As we all know, Karl Malden, Vivien’s costar in Tennessee William’s A Streetcar Named Desire, passed away earlier this month from natural causes. He was 97 years old. What you may NOT know is that Malden did not like Vivien Leigh very much. Earlier this year, I wrote to the aging actor and requested that he take a trip down memory lane. I asked him about his experience with Vivien Leigh and what her impact was on the film version of Streetcar. All the major actors in the film came from the NY theater production, except for Vivien. She came from the London production. Well, Malden was kind enough to write back almost immediately, but I found his Vivien answer to be rather short and curt. All is had to say about Vivien was this (I can’t translate 2 words… “Jessie” obviously refers to Jessica Tandy, who played Blanche with Marlon Brando and Karl Malden on Broadway:

can you translate? click to enlarge
To further investigate the situation, I went to the library and checked out his autobiography, When Do I Start? Vivien is mentioned on 2 pages, and Malden’s anecdote is not a glowing one. Here is what he says:
I was destined to have another Blanche in my future. About a year later, we were all called together again to shoot the film. All except Jessica.
I know that it broke Jessica’s heart when she was not hired to do the film version of Streetcar. There was, of course, no question that Marlon would be in the film, but at that time, he had no screen recognition.

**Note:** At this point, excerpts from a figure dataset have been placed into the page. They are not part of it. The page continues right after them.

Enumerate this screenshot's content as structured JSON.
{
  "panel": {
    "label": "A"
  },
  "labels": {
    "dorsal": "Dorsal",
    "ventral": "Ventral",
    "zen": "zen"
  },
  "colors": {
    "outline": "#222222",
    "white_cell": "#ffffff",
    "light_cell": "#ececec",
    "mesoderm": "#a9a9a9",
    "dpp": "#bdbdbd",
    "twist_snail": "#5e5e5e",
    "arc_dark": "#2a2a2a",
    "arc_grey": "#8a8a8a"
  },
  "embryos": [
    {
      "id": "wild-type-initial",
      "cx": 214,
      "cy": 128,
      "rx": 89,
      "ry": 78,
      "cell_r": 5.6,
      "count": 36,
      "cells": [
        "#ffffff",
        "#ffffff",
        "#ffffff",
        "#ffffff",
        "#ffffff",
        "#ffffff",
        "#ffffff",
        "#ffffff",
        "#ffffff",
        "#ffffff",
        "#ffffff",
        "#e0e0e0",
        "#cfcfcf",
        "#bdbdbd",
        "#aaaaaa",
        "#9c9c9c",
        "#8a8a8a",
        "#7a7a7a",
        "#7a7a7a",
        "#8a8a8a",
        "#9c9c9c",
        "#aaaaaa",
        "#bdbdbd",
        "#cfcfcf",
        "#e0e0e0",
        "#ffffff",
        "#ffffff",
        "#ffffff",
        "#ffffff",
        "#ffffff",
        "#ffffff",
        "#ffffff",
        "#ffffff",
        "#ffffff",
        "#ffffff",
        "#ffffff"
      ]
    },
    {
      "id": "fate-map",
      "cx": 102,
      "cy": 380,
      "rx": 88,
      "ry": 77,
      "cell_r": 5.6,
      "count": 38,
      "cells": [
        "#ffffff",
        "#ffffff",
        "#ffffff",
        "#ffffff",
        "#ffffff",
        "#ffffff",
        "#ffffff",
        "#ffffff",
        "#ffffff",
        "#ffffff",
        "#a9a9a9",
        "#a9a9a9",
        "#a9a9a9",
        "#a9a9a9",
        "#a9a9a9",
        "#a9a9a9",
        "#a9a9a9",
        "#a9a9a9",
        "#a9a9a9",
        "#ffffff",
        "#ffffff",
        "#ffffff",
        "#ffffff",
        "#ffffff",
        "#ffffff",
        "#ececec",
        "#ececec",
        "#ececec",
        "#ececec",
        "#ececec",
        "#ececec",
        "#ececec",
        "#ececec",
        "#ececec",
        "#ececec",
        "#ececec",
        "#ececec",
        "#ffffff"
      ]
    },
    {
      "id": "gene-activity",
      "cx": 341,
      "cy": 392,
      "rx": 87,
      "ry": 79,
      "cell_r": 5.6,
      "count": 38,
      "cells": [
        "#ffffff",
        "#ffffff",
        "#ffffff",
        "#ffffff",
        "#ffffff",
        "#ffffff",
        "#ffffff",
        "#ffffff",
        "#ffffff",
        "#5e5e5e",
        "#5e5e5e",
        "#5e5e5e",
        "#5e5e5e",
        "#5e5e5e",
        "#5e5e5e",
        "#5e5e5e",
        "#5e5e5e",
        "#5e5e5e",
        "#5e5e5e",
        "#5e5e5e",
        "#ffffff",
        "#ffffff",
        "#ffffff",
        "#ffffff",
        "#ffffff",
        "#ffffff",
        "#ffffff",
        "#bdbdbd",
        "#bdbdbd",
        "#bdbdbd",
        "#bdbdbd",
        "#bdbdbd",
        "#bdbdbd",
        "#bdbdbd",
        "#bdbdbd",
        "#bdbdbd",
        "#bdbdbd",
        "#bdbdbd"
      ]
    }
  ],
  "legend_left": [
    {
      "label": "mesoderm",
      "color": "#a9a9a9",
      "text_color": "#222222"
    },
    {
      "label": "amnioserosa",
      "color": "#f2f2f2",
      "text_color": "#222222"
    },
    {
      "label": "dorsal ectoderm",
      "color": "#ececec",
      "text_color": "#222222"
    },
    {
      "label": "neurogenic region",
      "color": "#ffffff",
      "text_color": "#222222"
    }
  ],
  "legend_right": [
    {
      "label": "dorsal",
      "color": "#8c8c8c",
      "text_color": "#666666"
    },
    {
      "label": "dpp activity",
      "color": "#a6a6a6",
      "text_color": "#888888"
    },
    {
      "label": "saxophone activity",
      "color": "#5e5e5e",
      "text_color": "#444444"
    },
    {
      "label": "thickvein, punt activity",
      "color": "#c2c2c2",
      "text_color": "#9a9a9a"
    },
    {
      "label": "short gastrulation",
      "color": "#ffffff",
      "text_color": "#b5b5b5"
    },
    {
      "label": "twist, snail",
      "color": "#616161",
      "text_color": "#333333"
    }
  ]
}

… Marlon did not yet have what they call “marquee value.” Vivien Leigh, however, was a major star, still so powerful because of Gone with the Wind that she could carry all of us nobodies, including Marlon Brando.
It was a wonderful experience for me to be able to come back to the role of Mitch after two years, having done other things in between, with a fresh perspective. After the play had closed, I was plagued by the usual ideas about things I could have done differently with Mitch. Thoughts that (often in the middle of the night) come with the territory. Doing the film presented me with a unique opportunity to try all those ideas out. Some worked. Some didn’t.
Oddly enough, I believe the truer interpretation of the play ended up being the movie’s. Marlon was so powerfuk on stage, so compelling, that through nothing other than his own presence, he distorted the play. When Marlon stepped onto that stage, it became a play about Stanley Kowalski. You held your breath until he came back. It was no longer a play about Blanche DuBois. No matter what Jessica did on stage, or what any actress could have done, she could not overcome his force. The movie gave Kazan the chance to keep the focus when Tennessee Williams intended it, on Blanche. He could manipulate the focus in the editing room.
Vivien Leigh had played Blanche in the London production, which her husband, Laurence Olivier had directed. She had a very different take on the play.
I recall the moment when Mitch lifts Blanche to see if he can guess how much she weighs. I had always raised Jessica straight into the air like a ballerina and then brough her down, vertically, close to my body. That worked for me, because the next moment Mitch is trying to kiss her. That move helped to make a smooth transition from a playful impulse to a sexual one. Vivien wanted me to pick her up as though I were lifting her over a threshold. That’s the way Olivier had directed that action in London, but it made the moment awkward for me because I had to put her down on the ground, then bend down to try to kiss her. It didn’t seem to flow as well, but we did it her way. Kazan made a point of wanting us to try to accommodate Vivien since she was the outsider.
Unlike Jessica who was a gracious and well-grounded a human being as you could hope to meet, Vivien was more like Blanche herself. She had a more tenuous relationship with reality.
I remember that when we had finished shooting, Vivien and Olivier invited Mona and me to a party. Although Mona and I are chronically early, we happened to arrive late because we were unfamiliar with Los Angeles and had gotten lost. Everyone was already seated around their tables. I was called over to a table and left Mona stranded for a moment. She finally ended up sitting on a swing by the pool all by herself. Who should come along but John Buckmaster, an English actor, and Vivien Leigh. They sat down on either side of Mona. Mona told me later about how they literally, and figuratively, talked over her head. Vivien and Buckmaster traded bizarre non sequiturs as Mona sat there, utterly baffled. Never once did they acknowledge that another person was even there, let alone sitting between them. Vivien didn’t have to be polite, or even civil; after all, she was Scarlett O’Hara.
Several months later, we read in the paper that Buckmaster had been spotted running down Fifth Avenue stark naked, brandishing a knife. Mona was actually relieved by the news; it assured her she had not been the crazy one sitting on that swing after all.
Interesting, huh? Perhaps Vivien was experiencing symptoms of her manic phase? Maybe they were intoxicated or playing a joke on Malden’s wife? John Merivale told Hugo Vickers that John Buckmaster was the first man Vivien had an affair with after her marriage to Leigh Holman in the 1930s– so I can only guess what the ex-lovers were discussing. We’ll never know. I’d love to hear your comments.